House and Senate- Names and Key Functions

The Two Branches of Congress

The United States Congress has two chambers. The House of Representatives and the Senate. They do different jobs, have different rules, and represent different interests. If you don't know the difference, you're not alone. Most Americans couldn't tell you without guessing.

Here's what you actually need to know.

House of Representatives

The House is the lower chamber. That's not an insult—it's just how Congress is structured. More people = more representatives = lower chamber.

How It Works

Key Functions

The House has specific jobs that the Senate can't do:

The House moves faster than the Senate. That's by design. The Founding Fathers wanted one chamber that could act quickly when needed.

Who Actually Has Power

The Speaker of the House is third in line for the presidency. This person controls what bills get voted on. Without the Speaker's blessing, most legislation dies in committee. That's not democracy—it's internal politics.

The Senate

The Senate is the upper chamber. It moves slower, has longer terms, and was designed to be the check on "mob rule." Whether you agree with that or not, that's the system.

How It Works

Key Functions

The Senate does things the House cannot:

The Filibuster

Any senator can talk a bill to death. The filibuster isn't in the Constitution—it evolved from Senate tradition. It takes 60 votes to end debate and force a vote. This means most legislation needs bipartisan support to pass the Senate.

This is why campaign promises about legislation often go nowhere. The Senate isn't designed to make things easy.

House vs. Senate: The Core Differences

Feature House Senate
Term Length 2 years 6 years
Total Members 435 100
Minimum Age 25 30
Citizenship Required 7 years 9 years
Originates Tax Bills Yes No
Confirms Appointments Tie-breaking only Primary role
Filibuster No Yes

How They Actually Work Together

A bill doesn't become law until both chambers pass it in identical form. That's the hard part. The House passes a version. The Senate passes a different version. They have to reconcile the differences.

That reconciliation happens in conference committees. These committees are where most legislation quietly dies or gets gutted. The public rarely sees what happens in these meetings.

The President then signs or vetoes the final bill. Congress can override a veto with 2/3 vote in both chambers—but that almost never happens.

Why It Matters

Most people think their vote for Congress is about policy. It's also about structure. The House represents population. A vote in Wyoming counts more than a vote in California for Senate purposes. The Senate gives small states disproportionate power.

That's not an accident. The Founding Fathers set it up this way. The question is whether that system still serves its intended purpose—or just serves incumbents who benefit from confusing rules.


What is expected: Copy out exactly the lines from the one with "This screenshot has" through the last line of the listing below, both included, but none of the pictures.

Records for this exercise:

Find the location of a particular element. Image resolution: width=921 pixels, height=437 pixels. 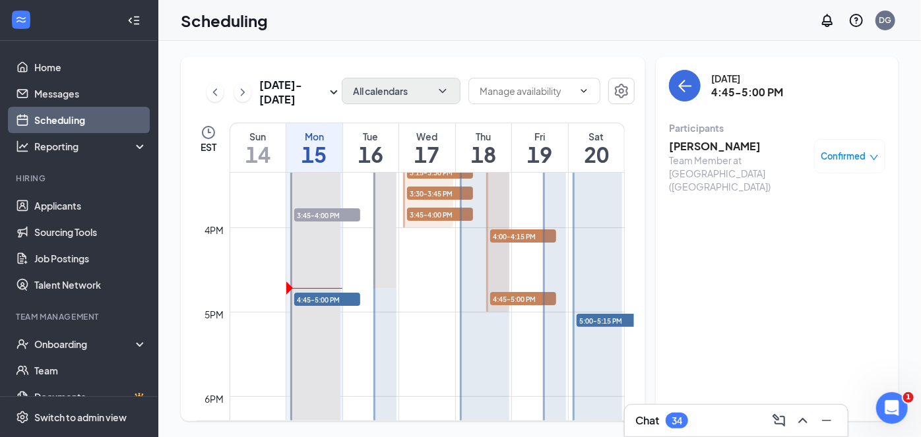

a: September 20, 2025 is located at coordinates (596, 148).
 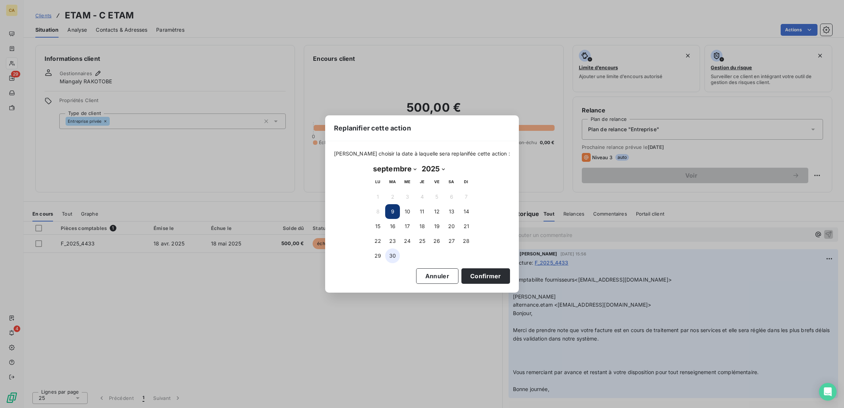 What do you see at coordinates (437, 276) in the screenshot?
I see `button: Annuler` at bounding box center [437, 276].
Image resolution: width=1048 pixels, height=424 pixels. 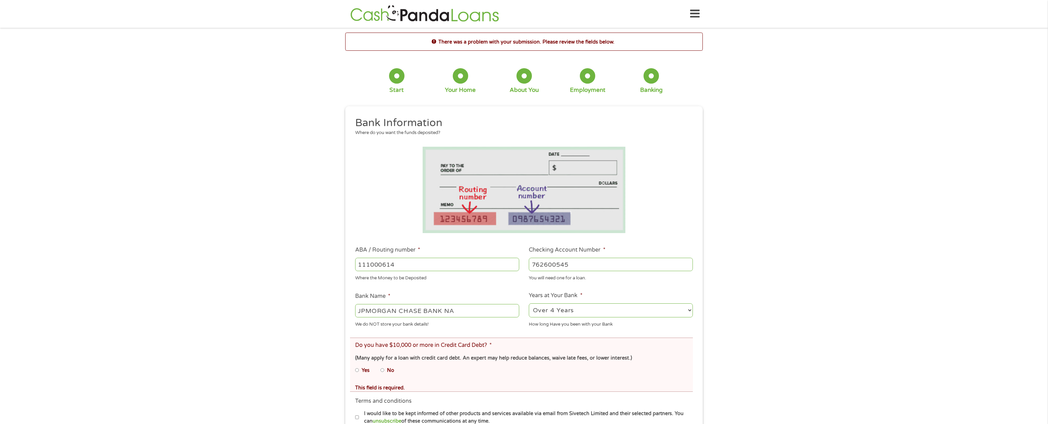 What do you see at coordinates (611, 323) in the screenshot?
I see `div: How long Have you been with your Bank` at bounding box center [611, 323].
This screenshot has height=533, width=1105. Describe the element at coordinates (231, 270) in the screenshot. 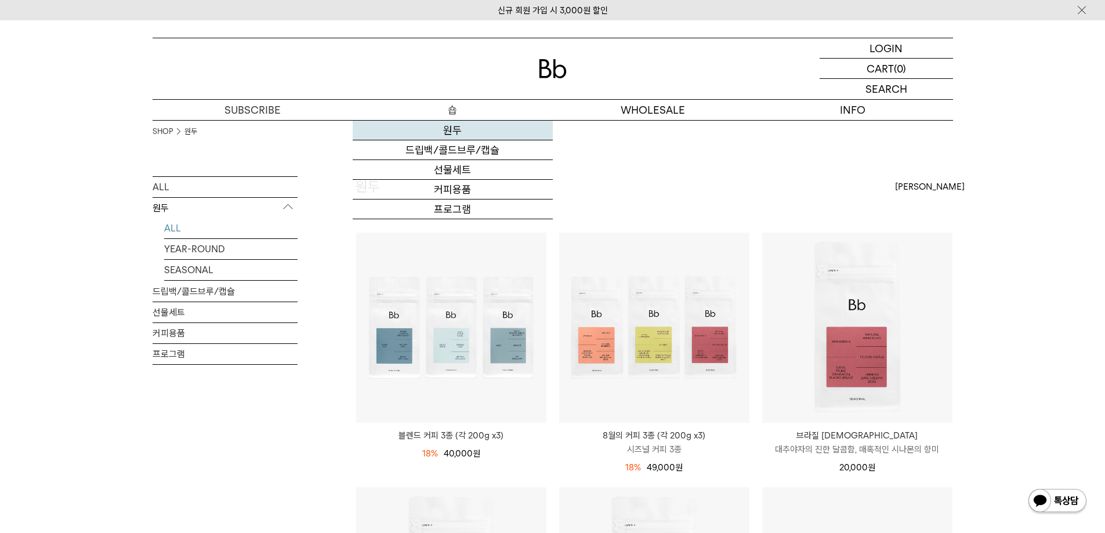

I see `a: SEASONAL` at that location.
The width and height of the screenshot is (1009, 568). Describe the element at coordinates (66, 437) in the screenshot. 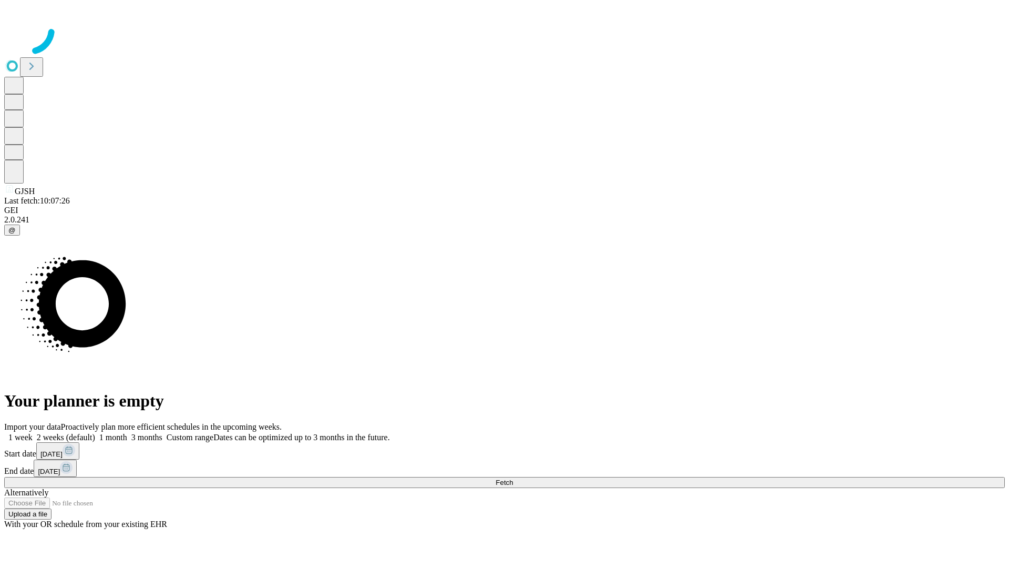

Solved problem:
This screenshot has height=533, width=1105. Describe the element at coordinates (231, 270) in the screenshot. 

I see `a: SEASONAL` at that location.
The width and height of the screenshot is (1009, 568). Describe the element at coordinates (66, 437) in the screenshot. 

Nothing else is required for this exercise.